National League: Representatives of the 22 Eircom League clubs are expected to meet again in three weeks to formerly ratify their decision to hand control of the league over to the FAI after the proposal comfortably achieved the support it required over the weekend.
At a board of management meeting held immediately prior to the league's agm, 18 clubs voted in favour of the merger with the remaining four - Dublin City, Monaghan United, UCD and Waterford United - opting to abstain rather than formerly opposing the scheme under which the system of promotion and relegation will be suspended for the coming season at the end of which clubs will have to apply to join a new league.
"I think the need for change was recognised which is welcome," said league director John Byrne yesterday. "Obviously a few clubs have concerns about their own futures in the Premier Division but the basis on which the decisions regarding membership will be made is all to be decided between now and July or August.
"What we have to do is to get things right between now and then so as to ensure that the standards we adopt are fair and help to move the game here on."
The detail of the merger will now be worked on by two committees, one comprised of league representatives Paddy McCaul, Eamon Naughton and Byrne as well as John Delaney, David Blood and Michael Cody from the FAI along with Fintan Cummins of the Munster FA. The other, drawn from the clubs, contains officials from Kilkenny City, Cobh, Sligo Rovers, Derry City, Cork City and Shelbourne.
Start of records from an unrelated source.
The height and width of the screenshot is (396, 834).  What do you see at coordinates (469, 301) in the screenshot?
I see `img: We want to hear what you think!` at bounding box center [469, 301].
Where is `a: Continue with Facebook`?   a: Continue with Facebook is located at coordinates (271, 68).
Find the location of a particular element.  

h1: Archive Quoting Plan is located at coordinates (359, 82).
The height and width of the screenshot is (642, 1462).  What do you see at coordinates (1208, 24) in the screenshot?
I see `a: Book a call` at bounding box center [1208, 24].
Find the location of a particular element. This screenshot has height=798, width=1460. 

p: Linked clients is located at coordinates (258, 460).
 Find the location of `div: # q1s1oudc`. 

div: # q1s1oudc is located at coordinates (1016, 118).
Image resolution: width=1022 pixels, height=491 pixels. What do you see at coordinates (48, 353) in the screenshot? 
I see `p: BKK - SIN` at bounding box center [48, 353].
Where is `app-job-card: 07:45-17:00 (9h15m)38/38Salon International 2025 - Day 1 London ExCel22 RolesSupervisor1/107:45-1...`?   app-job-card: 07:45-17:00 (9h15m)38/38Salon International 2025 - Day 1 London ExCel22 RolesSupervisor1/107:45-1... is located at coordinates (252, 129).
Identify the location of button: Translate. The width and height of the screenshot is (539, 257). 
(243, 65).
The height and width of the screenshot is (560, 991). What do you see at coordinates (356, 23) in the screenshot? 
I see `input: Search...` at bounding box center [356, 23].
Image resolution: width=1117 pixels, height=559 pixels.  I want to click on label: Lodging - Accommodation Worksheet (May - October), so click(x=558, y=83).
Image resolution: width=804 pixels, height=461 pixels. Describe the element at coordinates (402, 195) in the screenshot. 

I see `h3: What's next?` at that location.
A vote to ratify Saturday's board meeting will be taken in February, most likely around the 20th, so as to allow the licensing process to be completed and fixtures to be adopted for this year after which work will intensify on finalising the precise criteria to be used for considering applications for membership of the new league.
Fans' group, the National League Supporters Association, expressed its disappointment with the outcome of Saturday's meeting. "The proposals," said the organisation's Kevin McDaid, "suggested that the FAI will decide which clubs will be in either the Premier or the First Division in 2007."
"Reports suggest that this decision will be based on arbitrary criteria such as marketability and potential, contradicting the ethos of fair sport. A club could perform well in the Premier next season and yet be relegated due to infrastructure or attendance figures.
"We acknowledge the need for facilities and off-field practices to improve," he continued, "but this is supposed to be what the FAI were to achieve through Uefa Licencing. Fans were assured that the introduction of the Uefa Licence would herald a new dawn for the league, but it appears that the licence has now been discarded. Therefore it is unsurprising that fans are far from convinced that these new proposals will provide any real benefits."
At Saturday's agm itself, meanwhile, it was revealed that attendances for last year were up six per cent with 336,689 paying into Premier Division games and 77,405 passing through the turnstiles at First Division clubs.
"Obviously the biggest crowds were at clubs like Cork, Derry and Shelbourne (the final game of the season between Cork and Derry attracted 8,058, the campaign's largest crowd) but," observed Byrne, "there were encouraging signs elsewhere too and at clubs in the First Division."